New Requirements Will Necessitate Automation

Staffing shortages, investor pressures and new regulations will force mutual funds and hedge funds to embrace automation techniques in order to meet increasing reporting and expense management requirements in the coming year, according to a leading automated data management group.

“Surprisingly, today’s fund administrators depend almost entirely on manual methods and cumbersome spreadsheets to control their expenses,” said Kirk Botula, executive vice president and chief operating officer for Confluence. “A better solution is to automate the expense management process in order to control costs.”

Staffing shortages in fund company and service provider back offices will intensify, pressuring fund administrators to automate routine processes to reduce staff dependency and eliminate the risk of error, he said.

Investors will demand low-cost products, forcing fund companies to exert more cost control and drive down operating costs, Botula said.

As fund companies and service providers incorporate the Financial Accounting Standards Board’s new fair valuation reporting rule (FAS 157), accounting and fund administration systems will need to automate the reporting process to reduce the burden on back-office staff and lower the risk of error, he said.

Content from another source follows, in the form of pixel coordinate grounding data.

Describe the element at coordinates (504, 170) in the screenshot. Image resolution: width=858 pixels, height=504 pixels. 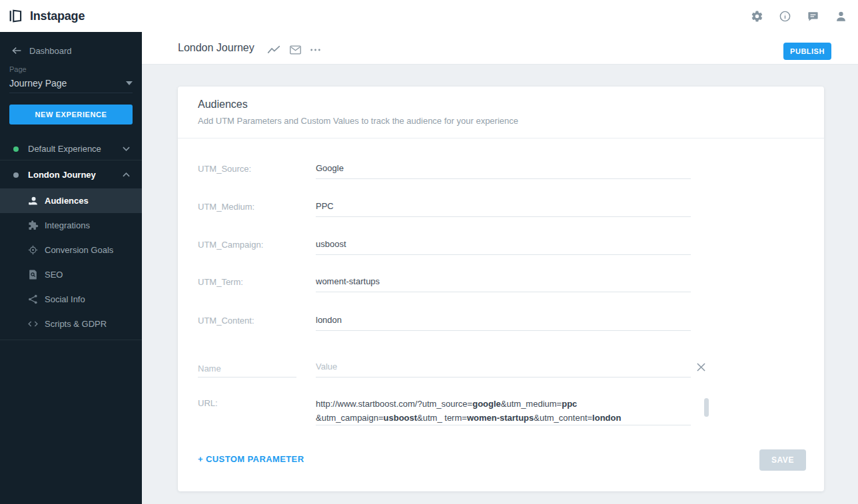
I see `utm-source-input` at that location.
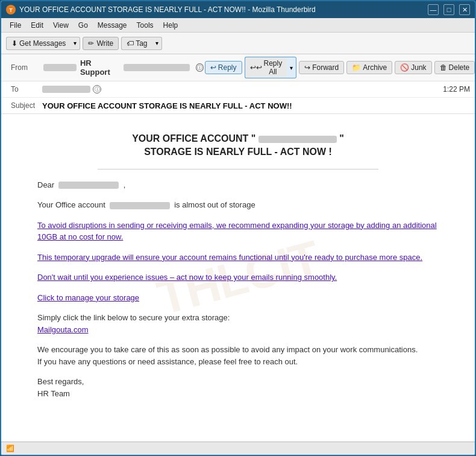 The width and height of the screenshot is (476, 456). I want to click on link4: Click to manage your storage, so click(238, 298).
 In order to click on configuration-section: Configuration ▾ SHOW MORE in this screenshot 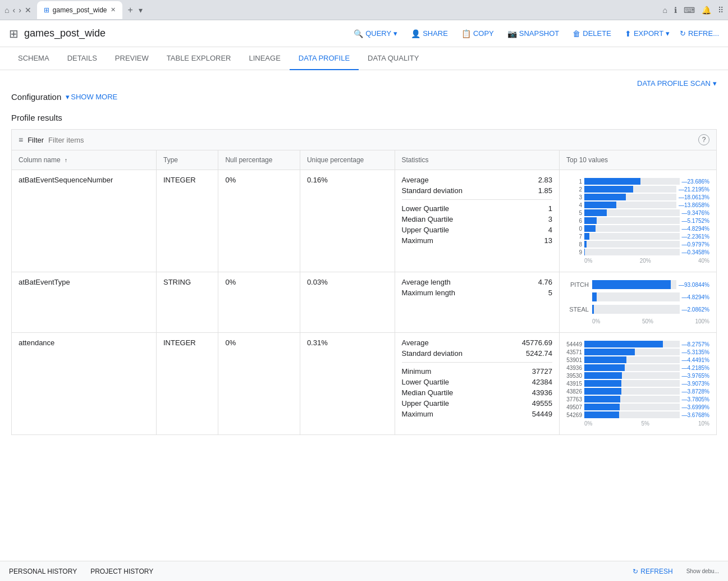, I will do `click(364, 97)`.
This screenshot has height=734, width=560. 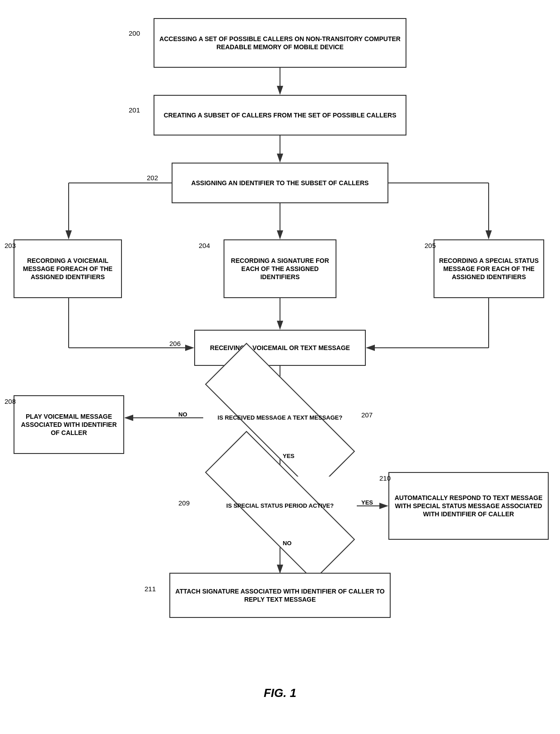 I want to click on diamond-209: IS SPECIAL STATUS PERIOD ACTIVE?, so click(x=280, y=506).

The Securities and Exchange Commission’s short-form prospectus reporting requirement will burden administrative staff that doesn’t have the technology to streamline the process, Botula said.

“There are many forces driving the automation of fund administration functions,” he said. “These include the global expansion of fund companies, increased frequency of reporting across many different regulatory and accounting regimes, and heightened transparency demands.”